Graeme Souness admits he has big regrets over his time as Liverpool manager.
He admits he made big mistakes as he tried to stamp his authority on the Liverpool dressing room, as he left his post in 1994.
"That was a job that I was always going to be offered and I took it at the wrong time, there is no doubt about it," he told Sky Sports.
"I got the Liverpool job when I was 38. I had five years at Rangers that had gone really well, I had tremendous support from David Holmes and then David Murray, and I was running the show there and it went very well.
"I was offered the Liverpool job twice and said no twice, and then ultimately said yes. I thought I would go in there and change it. The one thing I learnt going to Italy was there's no real change in how the game should be played, but how players look after themselves. I was one of the chaps when it came to enjoying myself, and I tried to change that, and it was very easy when I went to Rangers to change that because that was a team that hadn't won the league in nine years.
"I was saying 'this is what we are going to do and this is what we will do after the game'. At Rangers they bought into it because they were young boys, so then when I go to Liverpool and say I don't want to see fish and chips after the game and I don't want to see lager under the seats on the bus for the way back, the response you would get would be 'we have always done that'. It was very hard for me to argue that because I had been part of that culture."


Brief -
Whichever lines include the word "band", copy them as they appear in the data.

Records to process -
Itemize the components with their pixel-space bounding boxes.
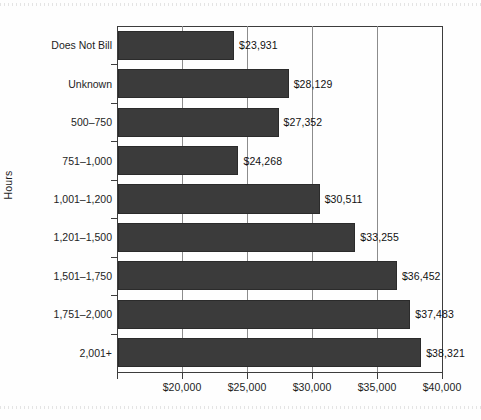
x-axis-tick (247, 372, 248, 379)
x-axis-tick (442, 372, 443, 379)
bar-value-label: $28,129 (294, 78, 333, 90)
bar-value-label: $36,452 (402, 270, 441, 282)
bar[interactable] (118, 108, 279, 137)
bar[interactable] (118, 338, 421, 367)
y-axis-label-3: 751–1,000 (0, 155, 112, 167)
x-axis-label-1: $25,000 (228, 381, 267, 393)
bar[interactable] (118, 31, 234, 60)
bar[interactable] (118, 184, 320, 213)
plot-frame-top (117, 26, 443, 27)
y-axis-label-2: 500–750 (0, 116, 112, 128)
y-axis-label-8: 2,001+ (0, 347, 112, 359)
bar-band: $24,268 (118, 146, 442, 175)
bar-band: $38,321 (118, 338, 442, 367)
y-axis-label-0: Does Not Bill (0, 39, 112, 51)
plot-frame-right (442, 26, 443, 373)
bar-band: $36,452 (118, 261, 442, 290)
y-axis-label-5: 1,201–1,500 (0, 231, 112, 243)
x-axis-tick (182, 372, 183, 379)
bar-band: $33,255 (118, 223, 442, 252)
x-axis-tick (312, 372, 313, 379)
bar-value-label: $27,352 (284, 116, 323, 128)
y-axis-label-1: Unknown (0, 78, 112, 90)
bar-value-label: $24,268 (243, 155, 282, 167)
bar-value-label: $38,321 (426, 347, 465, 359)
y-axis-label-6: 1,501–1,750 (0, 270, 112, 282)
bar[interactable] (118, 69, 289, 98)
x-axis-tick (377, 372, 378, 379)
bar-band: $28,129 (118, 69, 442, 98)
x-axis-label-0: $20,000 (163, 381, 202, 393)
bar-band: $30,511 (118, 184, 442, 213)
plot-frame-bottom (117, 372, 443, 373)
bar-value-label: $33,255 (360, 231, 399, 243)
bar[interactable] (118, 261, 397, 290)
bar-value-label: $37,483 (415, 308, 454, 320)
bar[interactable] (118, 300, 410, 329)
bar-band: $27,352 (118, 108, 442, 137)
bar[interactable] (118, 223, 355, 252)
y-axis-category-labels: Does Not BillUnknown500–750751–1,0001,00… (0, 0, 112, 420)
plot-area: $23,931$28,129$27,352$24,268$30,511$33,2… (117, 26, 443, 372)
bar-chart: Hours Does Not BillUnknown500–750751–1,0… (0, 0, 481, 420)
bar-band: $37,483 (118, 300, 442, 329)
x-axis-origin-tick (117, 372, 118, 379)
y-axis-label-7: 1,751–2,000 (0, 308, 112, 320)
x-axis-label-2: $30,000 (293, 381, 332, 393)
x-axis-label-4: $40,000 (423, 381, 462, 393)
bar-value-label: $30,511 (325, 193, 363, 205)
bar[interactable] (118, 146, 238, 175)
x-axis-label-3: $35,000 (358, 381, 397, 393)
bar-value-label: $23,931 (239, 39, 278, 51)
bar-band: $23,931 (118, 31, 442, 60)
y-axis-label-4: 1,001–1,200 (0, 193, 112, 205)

...

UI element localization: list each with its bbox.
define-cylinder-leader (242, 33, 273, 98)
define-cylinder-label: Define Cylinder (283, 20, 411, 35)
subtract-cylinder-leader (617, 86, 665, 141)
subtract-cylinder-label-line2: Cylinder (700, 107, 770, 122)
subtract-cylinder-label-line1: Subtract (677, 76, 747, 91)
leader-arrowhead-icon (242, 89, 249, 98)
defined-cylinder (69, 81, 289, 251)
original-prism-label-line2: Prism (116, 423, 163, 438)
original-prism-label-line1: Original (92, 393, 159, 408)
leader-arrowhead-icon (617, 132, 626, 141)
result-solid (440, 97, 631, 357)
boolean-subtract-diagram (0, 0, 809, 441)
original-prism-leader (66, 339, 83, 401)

Written response -
bar-band: $24,268 (118, 146, 442, 175)
bar-band: $38,321 (118, 338, 442, 367)
bar-band: $36,452 (118, 261, 442, 290)
bar-band: $33,255 (118, 223, 442, 252)
bar-band: $28,129 (118, 69, 442, 98)
bar-band: $30,511 (118, 184, 442, 213)
bar-band: $27,352 (118, 108, 442, 137)
bar-band: $37,483 (118, 300, 442, 329)
bar-band: $23,931 (118, 31, 442, 60)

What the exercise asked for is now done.